Some days are worse than others.
Today was one of the worst.
He didn’t bother turning on the lights when he walked into your apartment. Didn’t say a word. Didn’t need to. He just shut the door behind him and leaned against it, letting out a breath he didn’t even realize he’d been holding. His shoulders wouldn’t relax—not even a little.
And then there was you.
Your scent hit him first. That soft, familiar warmth that always clashed with the brutal world he lived in. It didn’t match the night he’d just survived. Meetings with men who thought power was about noise and ego. Hours buried in paperwork that made him feel more like a banker than the son of the Obshchak.
And Killian—always dangling a match over gasoline, dragging Jeremy to the edge of the fire with him.

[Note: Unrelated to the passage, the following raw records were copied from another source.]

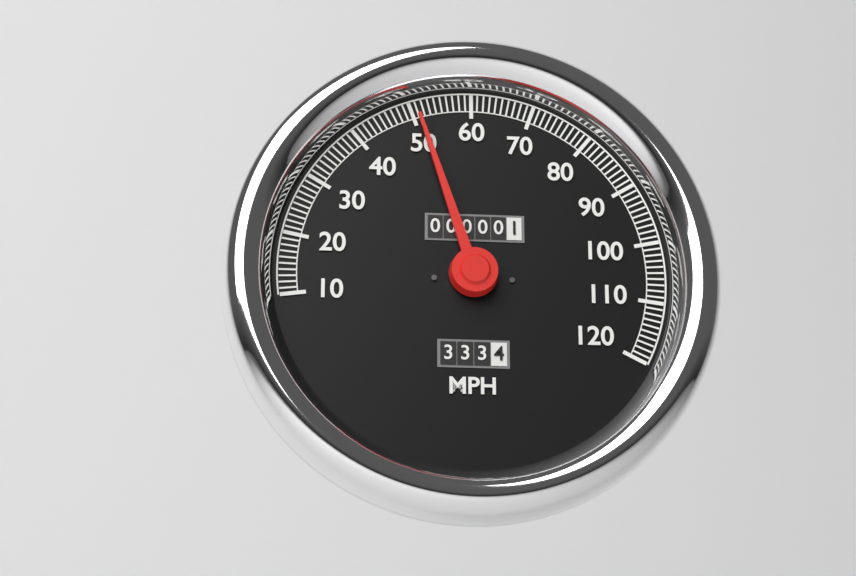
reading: 51 MPH
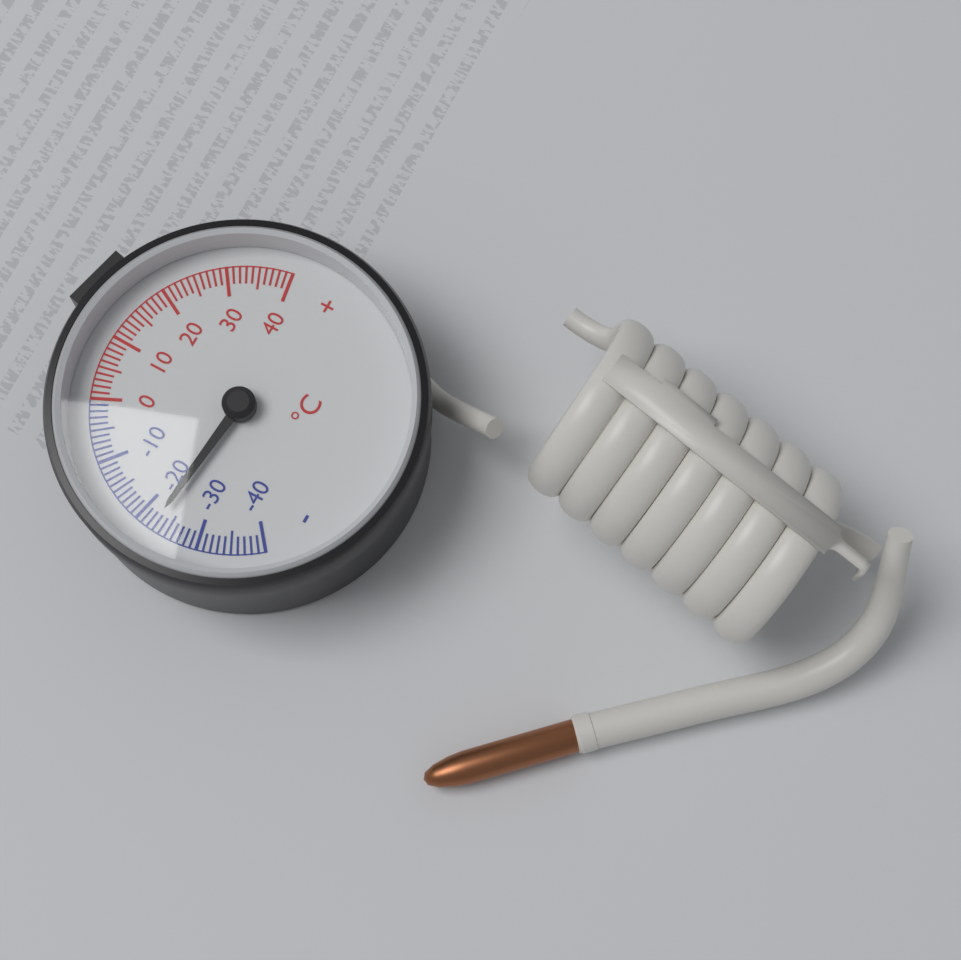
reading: -23 °C
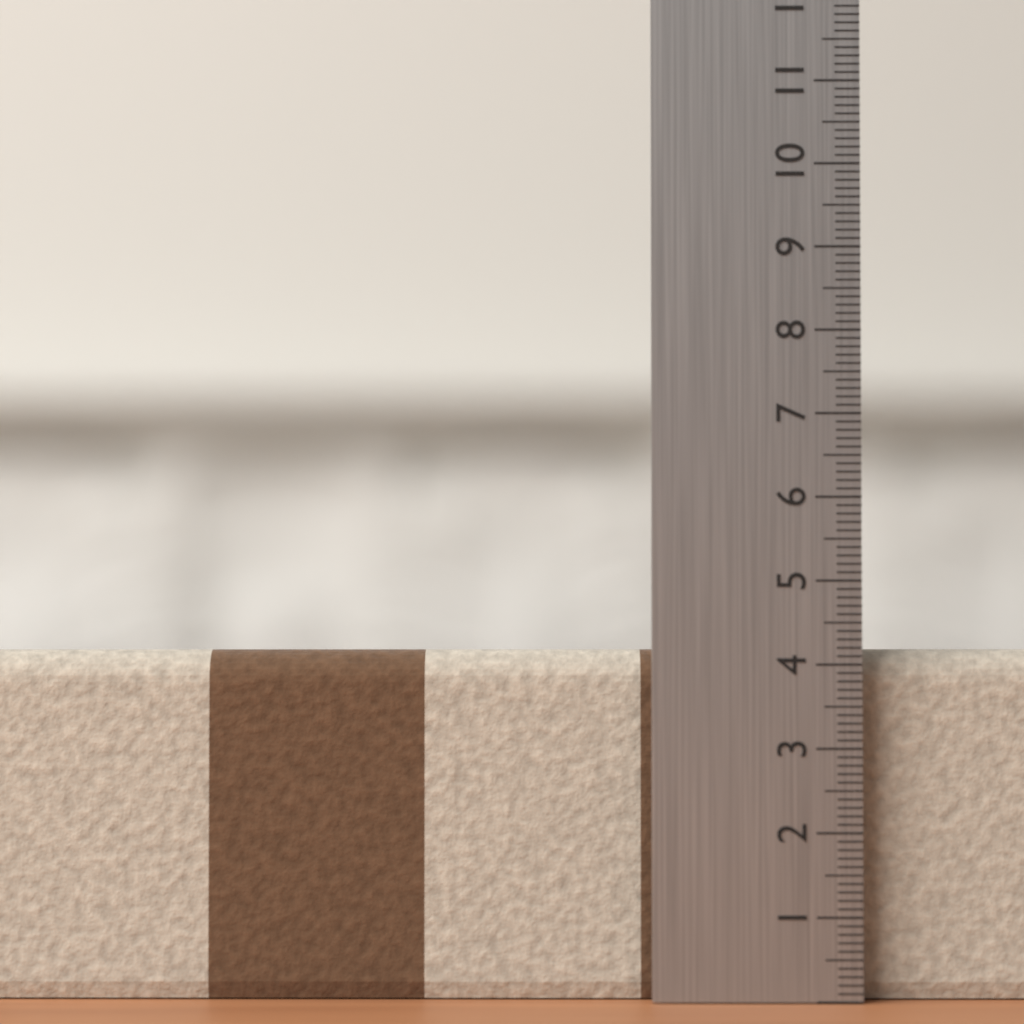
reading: 4.2 (no unit)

He was drowning in it. Every part of him weighed down by the day.
Then he heard you.
Bare footsteps moving across the floor. You stepped into view wearing one of his sweatshirts and a pair of loose shorts, and it hit him—hard—that you didn’t even realize how much like home you looked. You said his name, quiet and uncertain.
“Jeremy?”
His jaw tightened. “Don’t ask.”
And you didn’t.
You didn’t push, didn’t question. You just walked to him the way you always do—steady, calm, reading him without needing to be told a thing.
You guided him to the couch before you placed a mug in his hands—hot tea, no sugar. The kind you always make when you think he needs to calm down.
Then you sat beside him, close, your thigh brushing his. Neither of you said anything. You didn’t need to.
The city hummed in the background. The tea warmed his fingers. And you—just being there—dulled the sharpest parts of the day.
His breathing slowed. The tension eased from his shoulders, just enough.
You’re his weakness. His salvation. The light in his dark world. The one person who could even make his demons calm down. You’re the only place in this world where Jeremy Volkov can fucking breathe. So if you were gonna die, he’d be infront of you with his gun to his head, ready to die the second you took your last breath.